I've been getting into HLSL programming lately and I'm very curious as to HOW some of the things I'm doing actually work.
For example, I've got this very simple shader here that shades any teal colored pixels to a red-ish color.
sampler2D mySampler;
float4 MyPixelShader(float2 texCoords : TEXCOORD0): COLOR
{
float4 Color;
Color = tex2D(mySampler, texCoords.xy);
if(Color.r == 0 && Color.g == 1.0 && Color.b == 1.0)
{
Color.r = 1.0;
Color.g = 0.5;
Color.b = 0.5;
}
return Color;
}
technique Simple
{
pass pass1
{
PixelShader = compile ps_2_0 MyPixelShader();
}
}
I understand that the tex2D function grabs the pixel's color at the specified location, but what I don't understand is how mySampler even has any data. I'm not setting it or passing in a texture at all, yet it magically contains my texture's data.
Also, what is the difference between things like:
COLOR and COLOR0
or
TEXCOORD and TEXCOORD0
I can take a logical guess and say that COLOR0 is a registry in assembly that holds the currently used pixel color in the GPU. (that may be completely wrong, I'm just stating what I think it is)
And if so, does that mean specifying something like float2 texCoords : TEXCOORD0 will, by default, grab the current position the GPU is processing?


What to produce:
Across the entries below, count the lines that contain the word "Dollars" and reply with that number only.

Records from a collection of figures:
▶

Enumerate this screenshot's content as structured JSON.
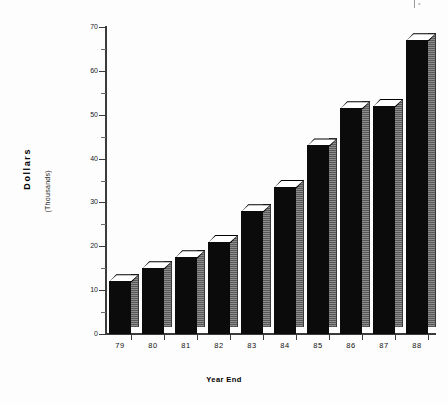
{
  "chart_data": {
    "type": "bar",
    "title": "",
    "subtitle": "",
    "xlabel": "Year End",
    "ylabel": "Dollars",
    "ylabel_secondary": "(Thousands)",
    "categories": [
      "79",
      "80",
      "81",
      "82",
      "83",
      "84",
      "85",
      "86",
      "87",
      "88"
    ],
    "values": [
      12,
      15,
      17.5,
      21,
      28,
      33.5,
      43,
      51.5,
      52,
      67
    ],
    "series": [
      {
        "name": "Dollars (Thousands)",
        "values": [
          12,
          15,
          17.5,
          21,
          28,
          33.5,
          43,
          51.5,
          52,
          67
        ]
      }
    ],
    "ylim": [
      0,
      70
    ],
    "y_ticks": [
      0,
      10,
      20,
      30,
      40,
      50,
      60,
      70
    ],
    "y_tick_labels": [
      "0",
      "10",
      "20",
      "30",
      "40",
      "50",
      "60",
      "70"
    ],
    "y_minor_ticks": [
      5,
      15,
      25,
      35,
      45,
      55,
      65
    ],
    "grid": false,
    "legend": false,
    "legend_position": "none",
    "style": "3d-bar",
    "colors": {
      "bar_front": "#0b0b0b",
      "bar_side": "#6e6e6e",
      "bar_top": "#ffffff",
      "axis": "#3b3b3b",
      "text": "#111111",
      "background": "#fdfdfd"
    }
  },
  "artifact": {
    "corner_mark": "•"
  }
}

◀
▶

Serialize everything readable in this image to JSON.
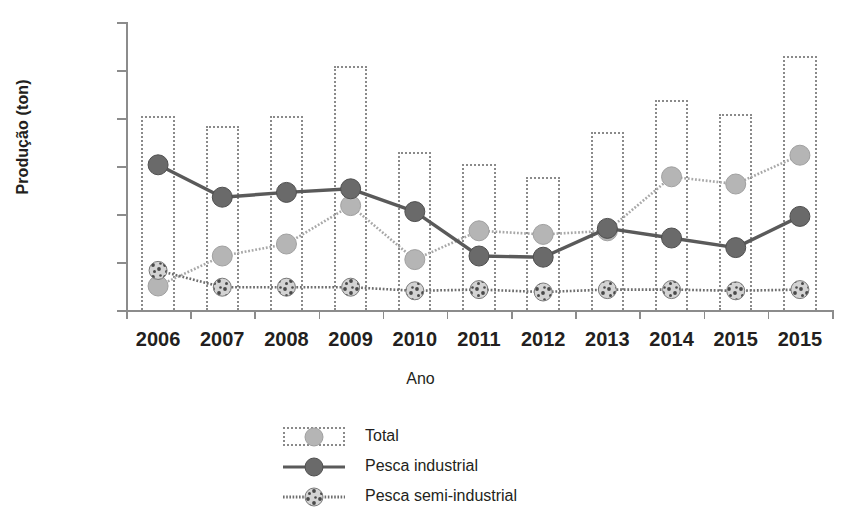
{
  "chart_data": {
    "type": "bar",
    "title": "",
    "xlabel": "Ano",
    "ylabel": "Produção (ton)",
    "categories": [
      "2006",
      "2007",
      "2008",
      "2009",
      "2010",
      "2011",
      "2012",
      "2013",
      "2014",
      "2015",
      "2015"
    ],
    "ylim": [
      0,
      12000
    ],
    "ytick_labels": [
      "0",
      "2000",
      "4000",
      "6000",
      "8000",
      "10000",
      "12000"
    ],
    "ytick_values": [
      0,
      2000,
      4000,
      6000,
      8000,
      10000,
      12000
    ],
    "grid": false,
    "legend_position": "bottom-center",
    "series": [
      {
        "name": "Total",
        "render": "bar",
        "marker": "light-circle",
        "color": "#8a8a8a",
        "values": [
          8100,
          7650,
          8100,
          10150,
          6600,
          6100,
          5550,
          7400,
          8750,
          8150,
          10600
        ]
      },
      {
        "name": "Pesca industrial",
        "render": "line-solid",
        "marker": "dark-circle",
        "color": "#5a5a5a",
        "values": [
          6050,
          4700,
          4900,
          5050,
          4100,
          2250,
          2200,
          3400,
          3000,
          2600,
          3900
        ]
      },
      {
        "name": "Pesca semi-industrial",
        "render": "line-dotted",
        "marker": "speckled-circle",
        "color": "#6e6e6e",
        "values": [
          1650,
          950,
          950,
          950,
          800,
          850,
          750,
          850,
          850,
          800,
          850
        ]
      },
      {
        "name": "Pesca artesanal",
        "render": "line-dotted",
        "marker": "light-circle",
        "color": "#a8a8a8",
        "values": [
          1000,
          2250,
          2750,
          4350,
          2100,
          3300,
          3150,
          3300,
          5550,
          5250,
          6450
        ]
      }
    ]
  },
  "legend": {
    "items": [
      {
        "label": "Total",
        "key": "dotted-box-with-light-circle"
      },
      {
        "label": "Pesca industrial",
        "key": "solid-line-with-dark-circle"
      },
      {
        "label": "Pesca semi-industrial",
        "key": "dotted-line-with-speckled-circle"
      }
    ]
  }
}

◀

Task answer:
2